Lloyd Evans Lloyd Evans

This Trump satire is too soft on Sleepy Joe and Cackling Kamala: The 47th at the Old Vic reviewed

Plus: a fun new play at the Royal Court about troubled African-Caribbean kids that's worth a thousand sociology reports by right-on think tanks

Bertie Carvel’s Trump is a subtle and highly amusing spoof that never descends into exaggeration or grotesquery. Photo: Marc Brenner 
issue 23 April 2022

Trump is said to be a gift for bad satirists and a problem for good ones. He dominates Mike Bartlett’s new play, The 47th, which predicts that the 2024 presidential election will be a run-off between Trump and Kamala Harris. Bertie Carvel’s Orangeman is a subtle and highly amusing spoof that never descends into exaggeration or grotesquery.
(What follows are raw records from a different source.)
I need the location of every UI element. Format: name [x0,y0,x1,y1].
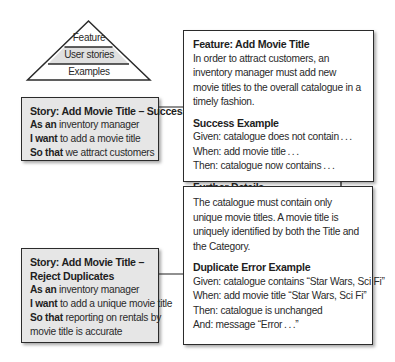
feature-card: Feature: Add Movie Title In order to att… [183,30,374,182]
success-step-when: When: add movie title . . . [193,145,364,160]
pyramid-label-user-stories: User stories [29,49,149,60]
duplicate-step-and: And: message “Error . . .” [193,318,363,333]
duplicate-example-heading: Duplicate Error Example [193,260,363,275]
story-card-reject-duplicates: Story: Add Movie Title – Reject Duplicat… [21,248,159,343]
story-as-an: As an inventory manager [30,118,150,132]
story-card-success: Story: Add Movie Title – Success As an i… [21,97,159,161]
story-so-that: So that reporting on rentals by [30,311,150,325]
story-title-line2: Reject Duplicates [30,269,150,283]
duplicate-card: The catalogue must contain only unique m… [183,186,373,345]
pyramid-label-feature: Feature [29,32,149,43]
success-step-given: Given: catalogue does not contain . . . [193,130,364,145]
pyramid-label-examples: Examples [29,66,149,77]
duplicate-step-given: Given: catalogue contains “Star Wars, Sc… [193,275,363,290]
duplicate-step-when: When: add movie title “Star Wars, Sci Fi… [193,289,363,304]
story-i-want: I want to add a movie title [30,132,150,146]
story-so-that-cont: movie title is accurate [30,325,150,339]
feature-title: Feature: Add Movie Title [193,37,364,52]
story-title: Story: Add Movie Title – Success [30,104,150,118]
story-so-that: So that we attract customers [30,146,150,160]
feature-description: In order to attract customers, an invent… [193,52,364,110]
story-i-want: I want to add a unique movie title [30,297,150,311]
success-example-heading: Success Example [193,116,364,131]
story-title-line1: Story: Add Movie Title – [30,255,150,269]
duplicate-rule: The catalogue must contain only unique m… [193,196,363,254]
story-as-an: As an inventory manager [30,283,150,297]
duplicate-step-then: Then: catalogue is unchanged [193,304,363,319]
success-step-then: Then: catalogue now contains . . . [193,159,364,174]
The visuals are convincing: the sandy blond wig, the baggy golfing outfits, the spare tyre around the midriff. Excellent design work. And Bartlett captures the repetitive lullaby pulse of Trump’s rhetoric. Like a lot of liberals, he seems to admire Trump and this show reflects a perverse fascination with its target.

The script is understandably soft on Sleepy Joe and his faltering brainpower. Simon Williams generously plays him as an articulate and principled elder statesman. If only! We’re asked to believe that Biden remains on close terms with Harris and that their friendship has survived her accusations of racism made during the debates in 2019.

Like a lot of liberals, Bartlett seems to admire Trump and this show reflects a perverse fascination with its target

The portrayal of Harris (Tamara Tunie) is the show’s central absurdity. ‘Cackling Kamala’ comes across as a super-smart political heavyweight who could easily sweep Trump aside in a head-to-head. So what happened to the real Harris, the dim-witted irrelevance, the international joke, the simpering lightweight who giggles during press conferences and makes banality-crammed speeches that seem to be aimed at pre-schoolers? In fact, Harris has little chance of running in 2024, either as vice-president or for the top job, because schemers in the White House are plotting her ruin, and even in her home state of California her approval ratings are in free fall. It’s a shame that this promising play is so detached from its subject-matter but the creative team have decided to write about US politics without reading about it.